Calipari suggested that was nonsense.
“You think I’m mad at that guy (Aaron Harrison) that missed that 3? Not at all,” Calipari said. “They kid made shots this whole run. Missed one. Hey, it happens.”
UK hung around just a little bit longer, but when Ryan Boatright hit a step-back jumper with 4:13 left, Kentucky cracked.
“Boatright’s big shot, huge shot,” Coach Cal said. “Like, they’re dying and he makes like a step-back and we miss an open shot, a couple free throws. We’re not going to win then.”
If there was any hope, DeAndre Daniels squashed it on a second-chance layup with 2:47 left.
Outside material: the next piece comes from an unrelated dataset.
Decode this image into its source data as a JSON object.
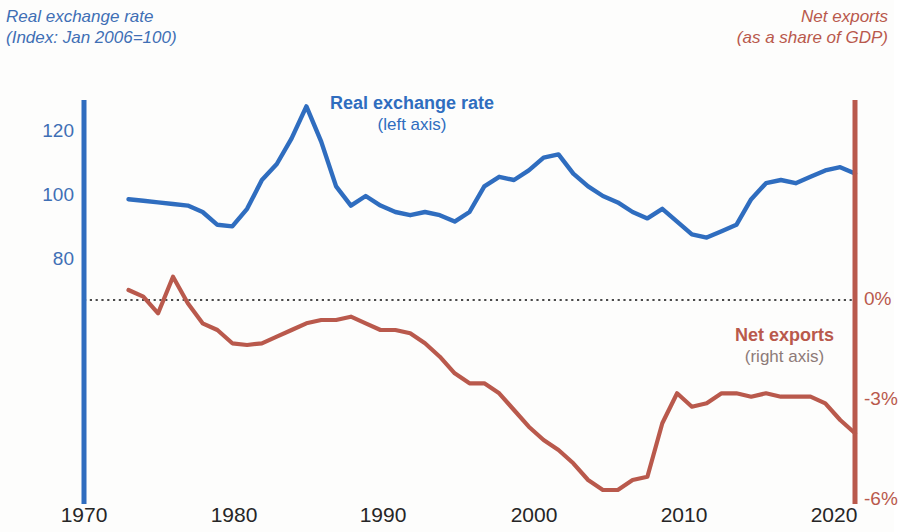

That put the Cats down six.
“I needed to do a better job for these kids today because they needed more help in this,” Calipari said. “… You’re talking all freshmen out there. They needed more from me. I wish I had a couple more answers to create something easier for them.”
Calipari said he elected not to foul at the end and stretch the game out because of Connecticut’s success at the line. The Huskies, one of the best free-throw shooting teams in the country, made all 10 of its attempts Saturday.
Meanwhile, UK missed 11 of its 24 attempts.
“We were waiting for that something to happen and it was them this time, it was UConn that made the biggest shots to win the game,” Jarrod Polson said. “That’s just the way things go sometimes. You can’t really do anything about it.”
Said Calipari: “This was as much (about) them, how they played. They were not going to let us take this game from them.”
The Huskies didn’t allow Kentucky to finish off its storybook ending, but they couldn’t take away the memories.
“It’s been the best experience of my life,” Andrew Harrison said.
To bring you more expansive coverage, CoachCal.com and Cat Scratches will be joining forces for the postseason. You can read the same great stories you are accustomed to from both sites at CoachCal.com and UKathletics.com/blog, but now you’ll enjoy even more coverage than normal.